What Should They Have Said? A whipping tornado of fresh air sweeping through a stagnant genre, Infinite Undiscovery is the boldest JRPG in years. With a boisterous ensemble cast, genuinely thrilling party-based real-time combat, and a host of quirky character traits and secrets to discover, if you’re looking for a JRPG that succeeds in being different then here it is. (The reviews were right about the first two hours though.)

Lost Planet 2 (360, PS3)

What Did The Reviews Say? Critics were baffled by the sparsely checkpointed save mechanic, the unusual Battle Gauge and T-Energy resource management, the weighty movement and stagger system, the meagre yet incomprehensible plot and the fact it wasn’t Gears of War.

What Should They Have Said? That it’s just about the most rewarding co-op shooter you can play, crammed full of encounters and boss battles that demand your squad works together as a team. The flow of unlockables, powered by a random slot machine, is as compulsive as any loot-focused RPG. Like The Club, Lost Planet 2 ought to be praised for striking out on its own path.

Lost Odyssey (360)

What Did The Reviews Say? Of the ten games featured here, Mistwalker’s RPG boasts the highest Metacritic rating with 78. A good score, no doubt, but one that doesn’t even put Lost Odyssey in the top 200 Xbox 360 games. Which, to my mind, is insane. Critics said it was little more than a rehash of Final Fantasy creator Hironobu Sakaguchi’s past glories, a JPRG rooted in the past that offered nothing we hadn’t seen before.

What Should They Have Said? There was, I think, an assumption amongst critics when assessing the JRPGs of this generation that Final Fantasy XIII would turn up and blow them all away. Thus, caution was taken, praise was withheld, and reviews tempered with reservation. With hindsight, such timidity was misplaced: Lost Odyssey shines ever brighter in the wake of FFXIII’s colossal disappointment. It remains the best JRPG of this generation, weaving a powerful, heartbreaking tale whose quality of writing will fail to move only the coldest souls. Traditional its combat mechanics combat and character progression may be, but they innovate in subtle ways while strengthening the core RPG value of player choice.

The Saboteur (360, PS3)

What Did The Reviews Say? Pandemic’s last hurrah was derided as a glitchy, run-of-the-mill GTA clone notable mainly for flogging DLC that unlocked in-game nudity, allowing protagonist Sean to visit cabaret clubs and cop an eyeful of stripper boobies.

What Should They Have Said? But gosh it was fun. It clips along at a cracking pace, befitting the knockabout Oirish charm of race-driver-cum-resistance-hero Sean, hurling you into street races, getaways, shoot-outs with Nazis, and even a decent stealth system along the way.
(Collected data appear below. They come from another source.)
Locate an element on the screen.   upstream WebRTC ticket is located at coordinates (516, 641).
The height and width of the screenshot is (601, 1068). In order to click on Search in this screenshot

Best of all, the use of colour, where occupied areas of town are suffocated in grim black and white while the resistance-held districts are bursting with lurid tones, is extraordinary, lending The Saboteur an aesthetic and mood of all its own.

Siren: Blood Curse (PS3)

What Did The Reviews Say? This cliched survival horror outing stumbles into many of the more common pitfalls of the genre: clumsy movement, terrible combat, bad writing and an incoherent plot. Plus, to add insult to injury, it took hours to install the downloadable episodes (though Siren was later released on disc).

What Should They Have Said? Blood Curse is superior survival horror in every facet. With multiple perspectives afforded by a diverse range of playable characters, each with their own motivations, you’re presented with a tale that takes a while to warm up but one where the pay-off is worth it. Sight-jacking remains a stroke of genius and the controls, while tighter that the original, feel as if they’ve been designed to make you feel vulnerable rather than simply not working properly. Blood Curse is chilling, intense and perhaps the best survival horror game this generation.

Well, that’s my list. Do you agree or disagree with my choices? What are your picks for the most underrated games of this generation?